When the responsibility of handling The Edge (then still named Success Today) was thrown at me, I considered the task as a personal mission to create and conceptualize my kind of vision of what should be a magazine, themed politically, looks like.
I must admit that I created a lot of enmity in the hearts of my peers as I stubbornly ventured to accomplish this personal mission. Not once did I make 'enemies' among them -- though this enmity as my superiors would soon say to me was a product of a misunderstood man like me.
I heard this several times: "Ern, the magazine is not yours."
It meant I should not slave myself or fight everybody and go against them hard just to create a 'visionary magazine' that I thought of.
Now, after several months of working on it, I learned to let go and get some people have a say on how the magazine would look like. It even came to a point when I no longer care. I just let them do the job on the magazine, totally distancing myself or if possible severing my relationship with the magazine.

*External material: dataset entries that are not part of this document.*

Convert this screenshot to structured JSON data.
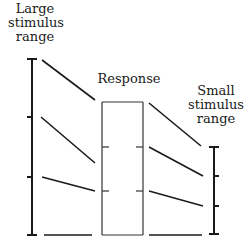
{
  "labels": {
    "large_range": [
      "Large",
      "stimulus",
      "range"
    ],
    "response": "Response",
    "small_range": [
      "Small",
      "stimulus",
      "range"
    ]
  },
  "colors": {
    "ink": "#1a1a1a",
    "box": "#333333",
    "background": "#ffffff"
  },
  "geometry": {
    "large_axis": {
      "x": 32,
      "y_top": 59,
      "y_bottom": 235,
      "ticks": [
        59,
        117,
        177,
        235
      ]
    },
    "response_box": {
      "x1": 102,
      "x2": 143,
      "y_top": 102,
      "y_bottom": 235,
      "inner_ticks": [
        147,
        191
      ]
    },
    "small_axis": {
      "x": 214,
      "y_top": 147,
      "y_bottom": 234,
      "ticks": [
        147,
        176,
        206,
        234
      ]
    },
    "left_mapping_lines": [
      [
        42,
        60,
        95,
        100
      ],
      [
        41,
        117,
        95,
        163
      ],
      [
        42,
        177,
        95,
        191
      ],
      [
        44,
        235,
        92,
        235
      ]
    ],
    "right_mapping_lines": [
      [
        149,
        103,
        201,
        146
      ],
      [
        149,
        147,
        203,
        176
      ],
      [
        149,
        191,
        203,
        206
      ],
      [
        149,
        235,
        202,
        235
      ]
    ]
  }
}
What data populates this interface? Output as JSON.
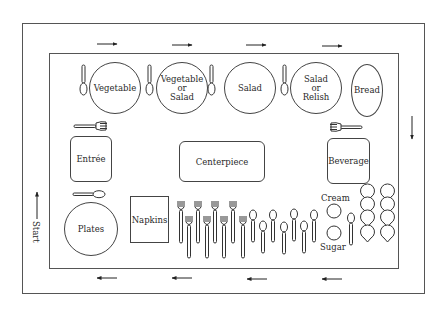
{
  "diagram": {
    "type": "buffet-table-layout",
    "start_label": "Start",
    "stations": {
      "vegetable": "Vegetable",
      "vegetable_or_salad": [
        "Vegetable",
        "or",
        "Salad"
      ],
      "salad": "Salad",
      "salad_or_relish": [
        "Salad",
        "or",
        "Relish"
      ],
      "bread": "Bread",
      "entree": "Entrée",
      "centerpiece": "Centerpiece",
      "beverage": "Beverage",
      "plates": "Plates",
      "napkins": "Napkins",
      "cream": "Cream",
      "sugar": "Sugar"
    },
    "flow_arrows": {
      "top": [
        "right",
        "right",
        "right",
        "right"
      ],
      "right": [
        "down"
      ],
      "bottom": [
        "left",
        "left",
        "left",
        "left"
      ],
      "left": [
        "up"
      ]
    },
    "utensils": {
      "forks_count": 8,
      "spoons_count": 8,
      "cups_count": 8
    },
    "colors": {
      "line": "#444444",
      "background": "#ffffff"
    }
  }
}
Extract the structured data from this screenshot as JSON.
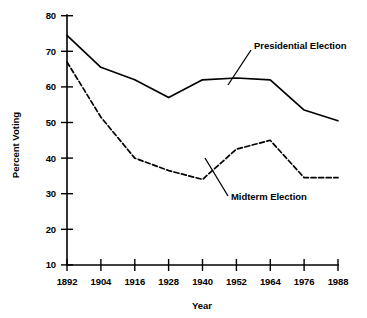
{
  "chart_data": {
    "type": "line",
    "title": "",
    "subtitle": "",
    "xlabel": "Year",
    "ylabel": "Percent Voting",
    "categories": [
      "1892",
      "1904",
      "1916",
      "1928",
      "1940",
      "1952",
      "1964",
      "1976",
      "1988"
    ],
    "x": [
      1892,
      1904,
      1916,
      1928,
      1940,
      1952,
      1964,
      1976,
      1988
    ],
    "xlim": [
      1892,
      1988
    ],
    "ylim": [
      10,
      80
    ],
    "y_ticks": [
      10,
      20,
      30,
      40,
      50,
      60,
      70,
      80
    ],
    "x_ticks": [
      1892,
      1904,
      1916,
      1928,
      1940,
      1952,
      1964,
      1976,
      1988
    ],
    "grid": false,
    "legend_position": "inline-annotations",
    "series": [
      {
        "name": "Presidential Election",
        "style": "solid",
        "color": "#000000",
        "values": [
          74.5,
          65.5,
          62.0,
          57.0,
          62.0,
          62.5,
          62.0,
          53.5,
          50.5
        ]
      },
      {
        "name": "Midterm Election",
        "style": "dashed",
        "color": "#000000",
        "values": [
          67.0,
          51.5,
          40.0,
          36.5,
          34.0,
          42.5,
          45.0,
          34.5,
          34.5
        ]
      }
    ],
    "annotations": [
      {
        "text": "Presidential Election",
        "target_series": "Presidential Election"
      },
      {
        "text": "Midterm Election",
        "target_series": "Midterm Election"
      }
    ]
  },
  "axes": {
    "y_labels": [
      "80",
      "70",
      "60",
      "50",
      "40",
      "30",
      "20",
      "10"
    ],
    "x_labels": [
      "1892",
      "1904",
      "1916",
      "1928",
      "1940",
      "1952",
      "1964",
      "1976",
      "1988"
    ],
    "y_title": "Percent Voting",
    "x_title": "Year"
  },
  "annotations": {
    "presidential": "Presidential Election",
    "midterm": "Midterm Election"
  },
  "colors": {
    "ink": "#000000",
    "background": "#ffffff"
  }
}
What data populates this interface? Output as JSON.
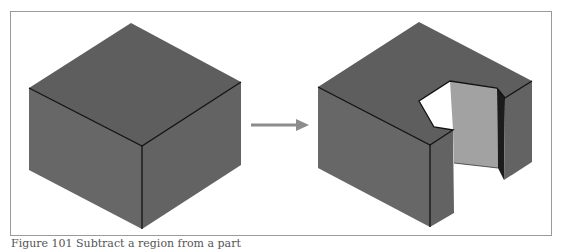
{
  "figure": {
    "caption": "Figure 101 Subtract a region from a part",
    "colors": {
      "top_face": "#5e5e5e",
      "side_face": "#676767",
      "cut_light_face": "#a2a2a2",
      "cut_dark_face": "#1c1c1c",
      "edge": "#111111",
      "arrow": "#8c8c8c",
      "frame": "#9a9a9a"
    },
    "left_shape": {
      "label": "solid-block"
    },
    "arrow": {
      "label": "transform-arrow"
    },
    "right_shape": {
      "label": "block-with-notch-removed"
    }
  }
}
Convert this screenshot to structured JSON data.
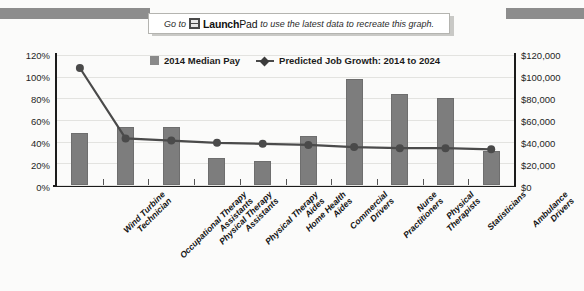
{
  "banner": {
    "prefix": "Go to",
    "icon": "launchpad-image-icon",
    "brand_bold": "Launch",
    "brand_light": "Pad",
    "suffix": "to use the latest data to recreate this graph."
  },
  "legend": [
    {
      "label": "2014 Median Pay",
      "marker": "square",
      "color": "#8a8a8a"
    },
    {
      "label": "Predicted Job Growth: 2014 to 2024",
      "marker": "diamond-line",
      "color": "#4a4a4a"
    }
  ],
  "axes": {
    "left_ticks": [
      "0%",
      "20%",
      "40%",
      "60%",
      "80%",
      "100%",
      "120%"
    ],
    "right_ticks": [
      "$0",
      "$20,000",
      "$40,000",
      "$60,000",
      "$80,000",
      "$100,000",
      "$120,000"
    ]
  },
  "chart_data": {
    "type": "bar",
    "title": "",
    "subtitle": "",
    "xlabel": "",
    "ylabel": "",
    "y2label": "",
    "grid": true,
    "legend_position": "top-center",
    "categories": [
      "Wind Turbine Technician",
      "Occupational Therapy Assistants",
      "Physical Therapy Assistants",
      "Physical Therapy Aides",
      "Home Health Aides",
      "Commercial Drivers",
      "Nurse Practitioners",
      "Physical Therapists",
      "Statisticians",
      "Ambulance Drivers"
    ],
    "series": [
      {
        "name": "2014 Median Pay",
        "type": "bar",
        "axis": "right",
        "unit": "USD",
        "values": [
          48000,
          54000,
          54000,
          25000,
          22000,
          45000,
          98000,
          84000,
          80000,
          31000
        ]
      },
      {
        "name": "Predicted Job Growth: 2014 to 2024",
        "type": "line",
        "axis": "left",
        "unit": "percent",
        "values": [
          108,
          43,
          41,
          39,
          38,
          37,
          35,
          34,
          34,
          33
        ]
      }
    ],
    "ylim": [
      0,
      120
    ],
    "y2lim": [
      0,
      120000
    ],
    "ytick_step": 20,
    "y2tick_step": 20000
  },
  "colors": {
    "bar": "#7d7d7d",
    "line": "#4a4a4a",
    "axis": "#1b1b1b",
    "grid": "#e3e3e0",
    "background": "#fbfbfa",
    "ribbon": "#8d8d8d"
  }
}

I don't know whether my interest has already waned, or I just got tired of my don Quixote's mission to produce a magazine according to my vision.

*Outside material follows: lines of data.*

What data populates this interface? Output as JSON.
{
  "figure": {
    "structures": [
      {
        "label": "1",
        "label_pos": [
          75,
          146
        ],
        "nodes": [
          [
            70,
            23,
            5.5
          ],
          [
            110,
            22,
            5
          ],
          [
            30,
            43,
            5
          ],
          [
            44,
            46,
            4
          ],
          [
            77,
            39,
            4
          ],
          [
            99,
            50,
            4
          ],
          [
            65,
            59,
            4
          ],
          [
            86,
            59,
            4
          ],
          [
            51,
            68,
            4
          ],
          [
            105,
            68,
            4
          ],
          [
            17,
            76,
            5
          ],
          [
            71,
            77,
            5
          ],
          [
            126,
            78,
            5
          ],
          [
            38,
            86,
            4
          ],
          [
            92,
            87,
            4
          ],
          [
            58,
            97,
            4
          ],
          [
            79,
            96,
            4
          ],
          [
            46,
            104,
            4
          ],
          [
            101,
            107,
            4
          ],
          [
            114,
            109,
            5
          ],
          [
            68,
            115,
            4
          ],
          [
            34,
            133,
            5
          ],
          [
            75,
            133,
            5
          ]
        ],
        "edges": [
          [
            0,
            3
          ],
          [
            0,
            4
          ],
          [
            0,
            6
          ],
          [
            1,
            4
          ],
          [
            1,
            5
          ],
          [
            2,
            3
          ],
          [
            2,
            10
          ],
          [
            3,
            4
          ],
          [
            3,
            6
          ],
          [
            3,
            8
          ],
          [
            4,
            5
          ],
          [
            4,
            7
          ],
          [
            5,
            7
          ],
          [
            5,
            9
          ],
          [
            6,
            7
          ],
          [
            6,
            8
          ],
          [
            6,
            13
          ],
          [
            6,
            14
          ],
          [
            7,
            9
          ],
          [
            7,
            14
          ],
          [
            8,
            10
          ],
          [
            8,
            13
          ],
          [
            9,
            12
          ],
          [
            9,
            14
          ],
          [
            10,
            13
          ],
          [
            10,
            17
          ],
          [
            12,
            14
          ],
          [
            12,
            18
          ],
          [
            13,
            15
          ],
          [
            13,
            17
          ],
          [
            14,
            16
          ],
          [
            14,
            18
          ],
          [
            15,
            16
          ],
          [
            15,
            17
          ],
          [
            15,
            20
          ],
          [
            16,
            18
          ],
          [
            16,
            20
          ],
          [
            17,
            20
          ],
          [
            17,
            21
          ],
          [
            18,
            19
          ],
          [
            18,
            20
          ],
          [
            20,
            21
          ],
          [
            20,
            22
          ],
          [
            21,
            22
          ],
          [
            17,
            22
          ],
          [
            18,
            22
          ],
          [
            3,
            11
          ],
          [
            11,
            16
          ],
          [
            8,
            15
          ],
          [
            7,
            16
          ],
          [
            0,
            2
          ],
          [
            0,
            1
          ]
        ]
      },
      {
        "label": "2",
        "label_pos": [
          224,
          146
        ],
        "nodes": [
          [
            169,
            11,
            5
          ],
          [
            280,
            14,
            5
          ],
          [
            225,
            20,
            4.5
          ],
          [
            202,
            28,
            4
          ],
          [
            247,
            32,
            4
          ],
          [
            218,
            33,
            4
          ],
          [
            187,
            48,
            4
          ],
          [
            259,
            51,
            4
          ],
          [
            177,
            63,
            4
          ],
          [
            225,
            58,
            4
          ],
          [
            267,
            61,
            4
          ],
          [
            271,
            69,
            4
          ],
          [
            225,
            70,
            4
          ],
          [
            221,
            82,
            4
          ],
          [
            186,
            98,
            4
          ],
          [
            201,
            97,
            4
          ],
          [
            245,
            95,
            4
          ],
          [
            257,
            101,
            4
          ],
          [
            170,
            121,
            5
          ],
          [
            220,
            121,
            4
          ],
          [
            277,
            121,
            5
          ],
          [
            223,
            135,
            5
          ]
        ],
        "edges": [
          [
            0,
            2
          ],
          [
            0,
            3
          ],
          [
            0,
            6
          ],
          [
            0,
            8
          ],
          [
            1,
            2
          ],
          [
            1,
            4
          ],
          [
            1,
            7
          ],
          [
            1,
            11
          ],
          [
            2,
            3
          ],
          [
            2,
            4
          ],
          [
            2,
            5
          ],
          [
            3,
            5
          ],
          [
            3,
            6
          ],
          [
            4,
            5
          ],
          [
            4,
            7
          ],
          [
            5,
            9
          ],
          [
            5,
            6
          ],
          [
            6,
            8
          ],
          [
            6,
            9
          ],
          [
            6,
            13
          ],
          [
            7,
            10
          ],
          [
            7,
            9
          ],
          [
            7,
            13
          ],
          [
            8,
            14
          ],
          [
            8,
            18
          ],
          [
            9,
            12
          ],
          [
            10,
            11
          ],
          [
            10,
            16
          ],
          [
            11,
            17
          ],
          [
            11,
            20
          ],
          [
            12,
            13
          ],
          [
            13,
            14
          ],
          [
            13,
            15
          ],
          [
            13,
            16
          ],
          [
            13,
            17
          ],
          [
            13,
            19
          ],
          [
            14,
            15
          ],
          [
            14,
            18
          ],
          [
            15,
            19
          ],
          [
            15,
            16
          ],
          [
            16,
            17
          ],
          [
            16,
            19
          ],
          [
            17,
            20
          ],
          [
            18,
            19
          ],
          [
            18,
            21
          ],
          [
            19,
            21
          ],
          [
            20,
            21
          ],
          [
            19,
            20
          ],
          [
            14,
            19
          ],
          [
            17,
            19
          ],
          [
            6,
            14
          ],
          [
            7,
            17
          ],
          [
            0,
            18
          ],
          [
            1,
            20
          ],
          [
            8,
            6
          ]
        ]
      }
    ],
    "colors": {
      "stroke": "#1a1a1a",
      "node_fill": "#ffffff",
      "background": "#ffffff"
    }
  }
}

Anyway, I'm just a green horned 'editor.' There are still a lot of things that I have to learn in producing a good magazine.

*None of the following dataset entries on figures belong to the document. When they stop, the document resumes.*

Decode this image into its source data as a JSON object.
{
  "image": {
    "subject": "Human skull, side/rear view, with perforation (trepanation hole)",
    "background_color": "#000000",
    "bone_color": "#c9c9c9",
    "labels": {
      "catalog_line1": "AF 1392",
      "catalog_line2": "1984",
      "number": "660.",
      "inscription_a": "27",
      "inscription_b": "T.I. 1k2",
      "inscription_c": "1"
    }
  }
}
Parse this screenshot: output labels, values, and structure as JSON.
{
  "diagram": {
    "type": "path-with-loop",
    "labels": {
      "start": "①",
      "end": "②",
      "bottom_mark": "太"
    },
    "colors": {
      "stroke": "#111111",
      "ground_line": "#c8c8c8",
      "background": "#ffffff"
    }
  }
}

Now, I barely hear anybody calling the magazine as mine. Which is something good. All I have to do now is focus on my articles and write-ups, and not getting my job complicated with post-production and everything else when in the first place I don't know anything about. I stepped back a little and let myself learn from the people around me. I'm not a god in the first place to know everything.
Tomorrow, the fresh hot copies of The Edge will be out. And usually, my boss give the credit to the editor if the final product of the magazine is very good.
Will I take the credit for it?
I doubt it. It is appropriate to pass the credit to those people who really worked on the post-production of the magazine. And, certainly, my participation in that aspect is at the minimum.
If there is something that I would be happy or proud about the magazine is the write-ups that I did for it, the good damage controlled that I applied so the magazine would look and exude as a political magazine, plus the line-up of articles that I conceptualized for it. The looks, the design, the details beyond the text of the articles are for my peers to take credit for.
Ah, it has been a long road on The Edge's production. And, I hope, all the mistakes and lessons to be learned has been noted and hopefully will not be repeated in the succeeding issues.
Romantizing about my own magazine, at last, is finally over. The Edge is simply not my magazine. I am only working for the magazine.